Anne O’Brien, God’s Willing Workers: Women and Religion in Australia, UNSW Press, Sydney, 2005. $49.95 AUD, ISBN 0 86840 575 2 (paperback), pp 314.
Reviewed by: Helen M Delaney, Yarra Theological Union, May 2008.
Anne O’Brien, a lecturer in the School of History at the University of New South Wales who has written extensively on religion and gender states that the purpose of her study is to ‘cast new light on the complexities of Australian culture by examining what religion meant to women’ [9]. This she does ably in a comprehensive study of women’s responses to and interaction with the major religions of colonial Australia.
An introductory chapter looking at women, religion and colonial society in the early years (1788 – 1880) of this embryonic nation provides the context for the major area of her study, the period from 1880 to 1960. This begins with a section dealing with women in general in the Church, followed by two detailed sections focussing on first Protestant women and then Catholic nuns. The concluding and much shorter section then looks at the period from 1960 to 2004.
Australia is generally considered by many of its inhabitants as a secular and relatively godless country. Books such as this demonstrate that like all glib characterisations the reality is somewhat different and that women from the earliest years saw religion, its practice and its living out in a practical way as extremely important to society in general.

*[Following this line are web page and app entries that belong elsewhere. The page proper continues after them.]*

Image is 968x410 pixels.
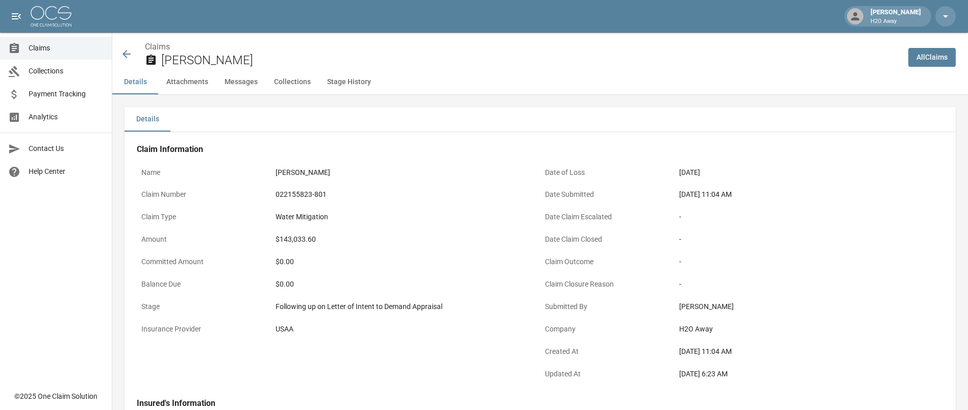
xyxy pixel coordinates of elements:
[679,234,939,245] div: -
[276,167,535,178] div: [PERSON_NAME]
[540,163,675,183] p: Date of Loss
[679,189,939,200] div: [DATE] 11:04 AM
[276,212,535,223] div: Water Mitigation
[137,252,271,272] p: Committed Amount
[29,66,104,77] span: Collections
[137,230,271,250] p: Amount
[125,107,170,132] button: Details
[29,166,104,177] span: Help Center
[276,279,535,290] div: $0.00
[137,207,271,227] p: Claim Type
[540,230,675,250] p: Date Claim Closed
[276,324,535,335] div: USAA
[137,399,944,409] h4: Insured's Information
[137,275,271,294] p: Balance Due
[29,143,104,154] span: Contact Us
[319,70,379,94] button: Stage History
[679,324,939,335] div: H2O Away
[540,319,675,339] p: Company
[276,234,535,245] div: $143,033.60
[276,189,535,200] div: 022155823-801
[29,89,104,100] span: Payment Tracking
[112,70,968,94] div: anchor tabs
[31,6,71,27] img: ocs-logo-white-transparent.png
[29,43,104,54] span: Claims
[679,212,939,223] div: -
[679,369,939,380] div: [DATE] 6:23 AM
[158,70,216,94] button: Attachments
[266,70,319,94] button: Collections
[112,70,158,94] button: Details
[14,391,97,402] div: © 2025 One Claim Solution
[6,6,27,27] button: open drawer
[679,347,939,357] div: [DATE] 11:04 AM
[137,185,271,205] p: Claim Number
[540,364,675,384] p: Updated At
[145,41,900,53] nav: breadcrumb
[137,297,271,317] p: Stage
[137,319,271,339] p: Insurance Provider
[137,144,944,155] h4: Claim Information
[540,185,675,205] p: Date Submitted
[540,297,675,317] p: Submitted By
[908,48,956,67] a: AllClaims
[679,257,939,267] div: -
[871,17,921,26] p: H2O Away
[29,112,104,122] span: Analytics
[867,7,925,26] div: [PERSON_NAME]
[161,53,900,68] h2: [PERSON_NAME]
[540,252,675,272] p: Claim Outcome
[679,302,939,312] div: [PERSON_NAME]
[540,207,675,227] p: Date Claim Escalated
[276,302,535,312] div: Following up on Letter of Intent to Demand Appraisal
[276,257,535,267] div: $0.00
[540,275,675,294] p: Claim Closure Reason
[679,167,939,178] div: [DATE]
[145,42,170,52] a: Claims
[216,70,266,94] button: Messages
[679,279,939,290] div: -
[137,163,271,183] p: Name
[125,107,956,132] div: details tabs
[540,342,675,362] p: Created At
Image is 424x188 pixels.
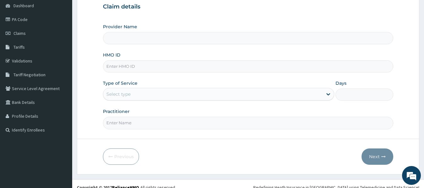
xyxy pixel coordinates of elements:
h3: Claim details [103,3,394,10]
label: HMO ID [103,52,121,58]
button: Next [362,148,393,165]
button: Previous [103,148,139,165]
label: Type of Service [103,80,137,86]
span: Claims [13,30,26,36]
input: Enter Name [103,117,394,129]
label: Practitioner [103,108,130,115]
span: Tariffs [13,44,25,50]
input: Enter HMO ID [103,60,394,73]
span: Tariff Negotiation [13,72,46,78]
label: Days [336,80,347,86]
span: Dashboard [13,3,34,8]
div: Select type [106,91,131,97]
label: Provider Name [103,24,137,30]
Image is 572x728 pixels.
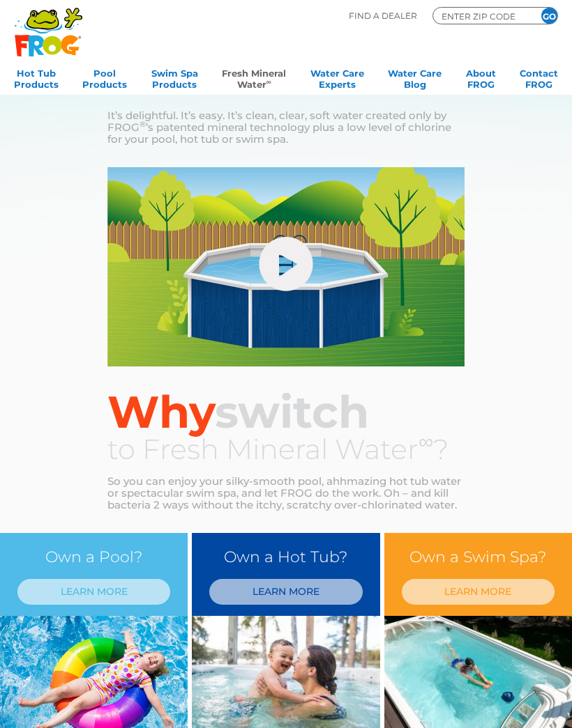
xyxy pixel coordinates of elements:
a: Fresh MineralWater∞ [222,64,286,91]
h3: Fresh Mineral Water ? [108,69,464,98]
h2: switch [108,389,464,435]
p: So you can enjoy your silky-smooth pool, ahhmazing hot tub water or spectacular swim spa, and let... [108,475,464,510]
a: Hot TubProducts [14,64,59,91]
a: LEARN MORE [401,579,555,605]
p: It’s delightful. It’s easy. It’s clean, clear, soft water created only by FROG ’s patented minera... [108,109,464,145]
h3: Own a Hot Tub? [209,544,362,571]
a: AboutFROG [466,64,496,91]
sup: ∞ [267,78,272,86]
h3: Own a Swim Spa? [401,544,555,571]
a: ContactFROG [519,64,558,91]
h3: to Fresh Mineral Water ? [108,435,464,464]
a: LEARN MORE [209,579,362,605]
span: Why [108,385,214,439]
p: Find A Dealer [348,7,417,24]
a: Swim SpaProducts [151,64,198,91]
input: Zip Code Form [440,10,524,22]
sup: ∞ [418,429,433,454]
a: Water CareBlog [387,64,441,91]
input: GO [541,7,557,24]
a: PoolProducts [82,64,127,91]
h3: Own a Pool? [17,544,171,571]
sup: ® [139,119,146,129]
img: fmw-main-video-cover [108,167,464,366]
a: Water CareExperts [310,64,364,91]
a: LEARN MORE [17,579,171,605]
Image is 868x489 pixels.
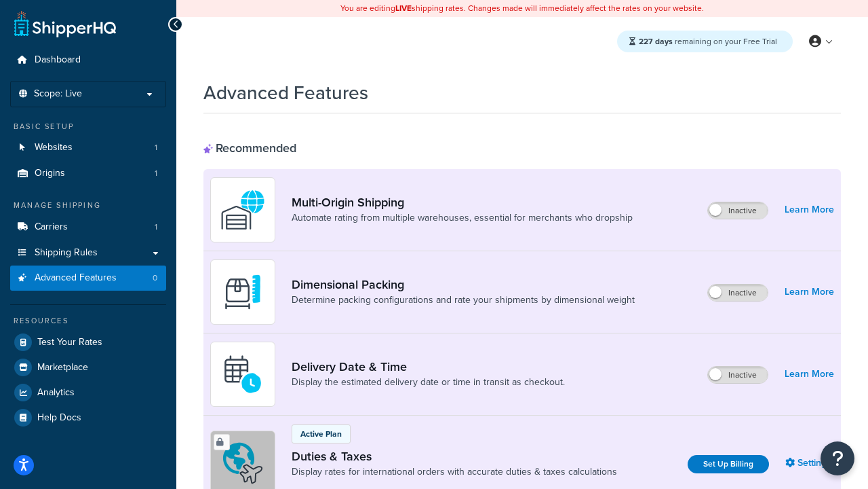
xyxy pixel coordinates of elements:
[35,55,81,66] span: Dashboard
[292,211,633,224] a: Automate rating from multiple warehouses, essential for merchants who dropship
[219,268,267,316] img: DTVBYsAAAAAASUVORK5CYII=
[35,273,117,283] span: Advanced Features
[301,428,342,440] p: Active Plan
[10,135,166,160] li: Websites
[10,161,166,186] li: Origins
[35,168,65,179] span: Origins
[10,214,166,240] a: Carriers1
[10,240,166,265] a: Shipping Rules
[292,375,565,389] a: Display the estimated delivery date or time in transit as checkout.
[37,337,103,348] span: Test Your Rates
[154,142,157,154] span: 1
[10,355,166,380] a: Marketplace
[35,222,68,233] span: Carriers
[639,35,778,47] span: remaining on your Free Trial
[292,195,633,210] a: Multi-Origin Shipping
[154,222,157,233] span: 1
[639,35,673,47] strong: 227 days
[37,362,88,373] span: Marketplace
[688,455,769,473] a: Set Up Billing
[709,203,768,219] label: Inactive
[219,186,267,233] img: WatD5o0RtDAAAAAElFTkSuQmCC
[292,277,635,292] a: Dimensional Packing
[10,121,166,133] div: Basic Setup
[10,405,166,430] a: Help Docs
[10,47,166,73] a: Dashboard
[37,412,82,423] span: Help Docs
[153,273,157,283] span: 0
[292,359,565,374] a: Delivery Date & Time
[395,2,412,15] b: LIVE
[10,380,166,404] a: Analytics
[709,367,768,383] label: Inactive
[292,293,635,307] a: Determine packing configurations and rate your shipments by dimensional weight
[785,283,835,302] a: Learn More
[292,465,618,479] a: Display rates for international orders with accurate duties & taxes calculations
[785,200,835,219] a: Learn More
[10,135,166,160] a: Websites1
[785,364,835,383] a: Learn More
[34,88,82,100] span: Scope: Live
[10,315,166,326] div: Resources
[786,453,835,472] a: Settings
[821,442,855,475] button: Open Resource Center
[10,200,166,211] div: Manage Shipping
[35,142,73,154] span: Websites
[35,247,98,259] span: Shipping Rules
[292,449,618,463] a: Duties & Taxes
[10,265,166,291] a: Advanced Features0
[203,141,296,155] div: Recommended
[10,330,166,354] a: Test Your Rates
[10,161,166,186] a: Origins1
[154,168,157,179] span: 1
[219,351,267,398] img: gfkeb5ejjkALwAAAABJRU5ErkJggg==
[709,284,768,301] label: Inactive
[10,214,166,240] li: Carriers
[203,79,368,106] h1: Advanced Features
[37,387,74,399] span: Analytics
[10,265,166,291] li: Advanced Features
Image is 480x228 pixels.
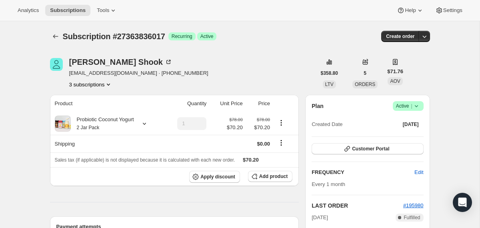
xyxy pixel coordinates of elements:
span: $70.20 [248,124,270,132]
h2: FREQUENCY [312,168,414,176]
span: [DATE] [312,214,328,222]
button: Subscriptions [50,31,61,42]
span: [DATE] [403,121,419,128]
button: Edit [410,166,428,179]
button: Analytics [13,5,44,16]
span: Settings [443,7,462,14]
button: Tools [92,5,122,16]
button: [DATE] [398,119,424,130]
button: Shipping actions [275,138,288,147]
button: Add product [248,171,292,182]
th: Product [50,95,164,112]
th: Quantity [164,95,209,112]
th: Price [245,95,272,112]
span: $71.76 [387,68,403,76]
span: [EMAIL_ADDRESS][DOMAIN_NAME] · [PHONE_NUMBER] [69,69,208,77]
div: Probiotic Coconut Yogurt [71,116,134,132]
span: 5 [364,70,366,76]
span: Created Date [312,120,342,128]
img: product img [55,116,71,132]
span: Sales tax (if applicable) is not displayed because it is calculated with each new order. [55,157,235,163]
button: Create order [381,31,419,42]
span: $70.20 [243,157,259,163]
span: AOV [390,78,400,84]
span: Subscription #27363836017 [63,32,165,41]
span: Create order [386,33,414,40]
span: ORDERS [355,82,375,87]
button: Product actions [69,80,113,88]
div: Open Intercom Messenger [453,193,472,212]
a: #195980 [403,202,424,208]
span: $70.20 [227,124,243,132]
button: #195980 [403,202,424,210]
button: Product actions [275,118,288,127]
small: $78.00 [230,117,243,122]
small: 2 Jar Pack [77,125,100,130]
h2: Plan [312,102,324,110]
th: Shipping [50,135,164,152]
button: Apply discount [189,171,240,183]
div: [PERSON_NAME] Shook [69,58,172,66]
span: Tools [97,7,109,14]
small: $78.00 [257,117,270,122]
button: Settings [430,5,467,16]
span: Active [200,33,214,40]
span: Rosanna Shook [50,58,63,71]
span: Customer Portal [352,146,389,152]
span: $358.80 [321,70,338,76]
span: Fulfilled [404,214,420,221]
span: Edit [414,168,423,176]
h2: LAST ORDER [312,202,403,210]
span: Every 1 month [312,181,345,187]
span: Add product [259,173,288,180]
button: 5 [359,68,371,79]
th: Unit Price [209,95,245,112]
button: Help [392,5,428,16]
span: Recurring [172,33,192,40]
span: LTV [325,82,334,87]
span: Active [396,102,420,110]
button: Subscriptions [45,5,90,16]
span: | [411,103,412,109]
span: Help [405,7,416,14]
button: $358.80 [316,68,343,79]
span: Analytics [18,7,39,14]
span: Subscriptions [50,7,86,14]
span: Apply discount [200,174,235,180]
button: Customer Portal [312,143,423,154]
span: $0.00 [257,141,270,147]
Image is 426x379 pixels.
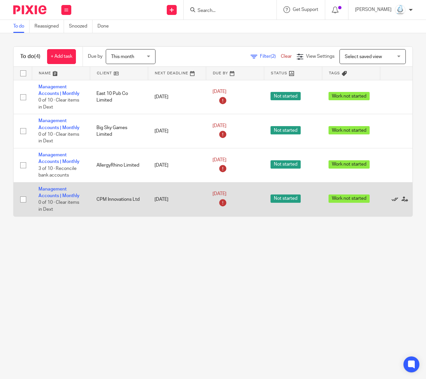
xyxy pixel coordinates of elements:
[148,148,206,182] td: [DATE]
[306,54,335,59] span: View Settings
[38,132,79,144] span: 0 of 10 · Clear items in Dext
[271,160,301,169] span: Not started
[329,126,370,134] span: Work not started
[329,160,370,169] span: Work not started
[260,54,281,59] span: Filter
[213,158,227,162] span: [DATE]
[148,182,206,216] td: [DATE]
[329,71,340,75] span: Tags
[111,54,134,59] span: This month
[98,20,114,33] a: Done
[38,85,80,96] a: Management Accounts | Monthly
[13,20,30,33] a: To do
[34,20,64,33] a: Reassigned
[197,8,257,14] input: Search
[90,114,148,148] td: Big Sky Games Limited
[213,89,227,94] span: [DATE]
[329,92,370,100] span: Work not started
[90,148,148,182] td: AllergyRhino Limited
[392,196,402,203] a: Mark as done
[90,182,148,216] td: CPM Innovations Ltd
[293,7,318,12] span: Get Support
[345,54,382,59] span: Select saved view
[38,187,80,198] a: Management Accounts | Monthly
[90,80,148,114] td: East 10 Pub Co Limited
[395,5,406,15] img: Logo_PNG.png
[271,194,301,203] span: Not started
[281,54,292,59] a: Clear
[38,98,79,109] span: 0 of 10 · Clear items in Dext
[38,153,80,164] a: Management Accounts | Monthly
[38,200,79,212] span: 0 of 10 · Clear items in Dext
[69,20,93,33] a: Snoozed
[34,54,40,59] span: (4)
[47,49,76,64] a: + Add task
[38,166,77,178] span: 3 of 10 · Reconcile bank accounts
[38,118,80,130] a: Management Accounts | Monthly
[88,53,102,60] p: Due by
[355,6,392,13] p: [PERSON_NAME]
[271,92,301,100] span: Not started
[148,80,206,114] td: [DATE]
[329,194,370,203] span: Work not started
[13,5,46,14] img: Pixie
[148,114,206,148] td: [DATE]
[20,53,40,60] h1: To do
[271,54,276,59] span: (2)
[213,123,227,128] span: [DATE]
[271,126,301,134] span: Not started
[213,192,227,196] span: [DATE]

In the section on the contribution of Protestant women, O’Brien comments on the relatively high proportion of single women, a willing source of church workers who, however, were as much as possible kept firmly in their place as secondary helpers in both local and missionary endeavours. Yet their contribution was significant. Anglican deaconesses, Methodist Sisters of the People and various missionary organisations who encouraged women to join them worked with the poor in slum areas of cities, with outback people including indigenous groups and in the foreign missions of Oceania.
A much longer section deals with Catholic nuns who were much more numerous that their single Protestant counterparts. They were heavily involved in education but also in almost every other type of social endeavour as well as the foreign missions. O’Brien analysed entrants to four different congregations and found many were from the lower middle class, often from the country whereas the Protestant women were often from well educated and professional homes. However, she also examines the way in which schools run by religious orders assisted in the upward mobility of Catholics who suffered considerable religious discrimination for most of the period under consideration, and in particular how secondary schools for girls in many ways encouraged female independence. Nevertheless, like their Protestant sisters, they suffered at times quite severely from the attitudes and actions of the male church hierarchy.
The final section, aptly titled: The Revolution and After, 1906 – 2004, deals with the tremendous changes which occurred in society and the general decline in church involvement experienced by the traditional churches. One thinks of such factors as the rise of feminism which impacted upon all churches; the rise of new Pentecostal churches which appear to answer the spiritual needs of many people; the renewal movement in the Catholic Church called for by the Second Vatican Council and still actively resisted in some quarters; the Catholic Church’s attitude towards birth control which became the impetus for many Catholic women to become politicised or to leave the church; and the debates and struggles over the ordination of women, to mention the most influential factors of change in women’s attitudes to and participation in church life however defined.
I have two minor quibbles. Firstly the research particularly in relation to women in the Anglican and Catholic traditions is decidedly Sydney-centric. For example the study of Anglican deaconesses is almost entirely confined to the Archdiocese of Sydney which is by far the most evangelical of all the Anglican dioceses. Some comparisons with the situation in Melbourne or Perth may have provided interesting reading. Similarly, the four Catholic religious orders studied are found either mainly in Sydney or have their central administration there. Orders based in Melbourne or Brisbane may have had something slightly different to offer. Secondly, the author has read widely and perhaps a bibliography may have assisted the student interested in reading further to pursue his or her interests more conveniently.
Anne O’Brien has shed careful and considered light on an area of Australian history largely ignored until comparatively recently but fortunately now being studied by several mainly female historians and writers. Her work is well researched, well written and easy to read. It considers Christian women only. A parallel study of the role of Jewish women present in the country from the earliest time of white settlement would be an interesting companion piece and would also round out the picture of the contribution of women committed to their religion and willing and able to contribute to its influence and practical expression.